Weed is Freed..

President Joe Biden has planned to pardon marijuana charges for thousands convicted.

This Thursday Joe Biden has pardoned thousands of convicted with marijuana charges under federal law. These pardons will clear everyone with simple possession charges starting in 1970. Government officials have determined approximately 6,500 have been arrested from 1992 to 2021. The pardons will not include people convicted of selling or distributing. There are also no longer people serving time in federal prison with only marijauna charges. 

This act of President Biden comes shortly before midterm elections hoping it will help sway the democratic party to vote once again. President Biden feels that it doesn’t make sense to criminalize people in this situation, “Sending people to jail for possessing marijuana has upended too many lives, for conduct that is legal in many states.” Although Biden limited the pardon to make sure we continue to try and control underage drug use and drug trafficking. 

These pardons begin to align themselves with state governments putting them on the same page already eliminating simple marijuana punishments. Minority advocacy groups have been pressuring President Biden to follow up on his commitment to reforming inequities built into the criminal justice system and this is a good start for him. Inimai Chettiar, the federal director of the Justice Action Network said this about the president’s decision, “a really good step” and is looking forward to how Biden evaluates future marijauna crimes. 

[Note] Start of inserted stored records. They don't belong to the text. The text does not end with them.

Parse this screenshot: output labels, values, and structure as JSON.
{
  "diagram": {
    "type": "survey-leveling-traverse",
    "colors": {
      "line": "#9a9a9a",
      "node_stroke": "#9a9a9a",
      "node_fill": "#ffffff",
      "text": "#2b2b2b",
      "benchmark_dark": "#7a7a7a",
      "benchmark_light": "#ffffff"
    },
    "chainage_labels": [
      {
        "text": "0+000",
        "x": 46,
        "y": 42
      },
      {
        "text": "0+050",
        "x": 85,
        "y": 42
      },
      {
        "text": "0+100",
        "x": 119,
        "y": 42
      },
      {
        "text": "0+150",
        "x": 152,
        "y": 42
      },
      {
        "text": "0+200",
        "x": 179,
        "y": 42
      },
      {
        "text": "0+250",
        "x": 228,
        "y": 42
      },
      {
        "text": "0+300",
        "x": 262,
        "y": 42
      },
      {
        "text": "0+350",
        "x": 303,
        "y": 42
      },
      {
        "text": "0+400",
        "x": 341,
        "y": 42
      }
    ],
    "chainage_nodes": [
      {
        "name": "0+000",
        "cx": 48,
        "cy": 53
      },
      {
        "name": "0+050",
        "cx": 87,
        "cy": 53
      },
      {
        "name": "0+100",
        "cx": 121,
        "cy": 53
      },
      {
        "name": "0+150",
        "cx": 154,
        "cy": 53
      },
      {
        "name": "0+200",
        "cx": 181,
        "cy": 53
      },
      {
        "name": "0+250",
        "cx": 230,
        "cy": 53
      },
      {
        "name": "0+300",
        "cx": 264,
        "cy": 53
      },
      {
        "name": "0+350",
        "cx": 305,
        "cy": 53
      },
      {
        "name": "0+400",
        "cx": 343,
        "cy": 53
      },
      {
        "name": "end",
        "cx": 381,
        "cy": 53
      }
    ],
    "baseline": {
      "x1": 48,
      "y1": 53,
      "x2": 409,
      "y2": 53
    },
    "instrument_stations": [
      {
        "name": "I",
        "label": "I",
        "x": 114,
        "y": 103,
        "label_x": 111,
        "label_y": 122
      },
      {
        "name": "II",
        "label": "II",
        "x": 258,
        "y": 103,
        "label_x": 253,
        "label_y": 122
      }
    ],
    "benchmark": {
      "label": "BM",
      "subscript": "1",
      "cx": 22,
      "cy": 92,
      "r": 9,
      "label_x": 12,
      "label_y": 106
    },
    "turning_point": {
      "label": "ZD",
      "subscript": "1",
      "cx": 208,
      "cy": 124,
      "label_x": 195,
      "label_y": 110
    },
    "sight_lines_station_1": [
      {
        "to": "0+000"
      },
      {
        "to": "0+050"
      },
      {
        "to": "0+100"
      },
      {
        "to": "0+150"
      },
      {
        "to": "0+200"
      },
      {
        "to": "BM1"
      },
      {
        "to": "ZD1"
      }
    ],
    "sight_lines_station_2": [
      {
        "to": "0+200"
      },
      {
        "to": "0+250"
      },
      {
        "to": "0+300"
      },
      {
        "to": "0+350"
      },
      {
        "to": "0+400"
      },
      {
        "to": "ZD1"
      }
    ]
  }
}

Starting Thursday the federal government will stop charging people for single possession charges. Marijuana is legal in about 20 states but there are still plenty that have it considered fully illegal. Studies show that whites and blacks have the same amount of usage but blacks are criminalized three times higher than whites according to A.C.L.U. data from 2010 to 2018. Majority of marijuana arrests fall under the jurisdiction of individual states, but the crime has historically taken accountability for about a third of nationwide drug possession arrests by state and federal officials.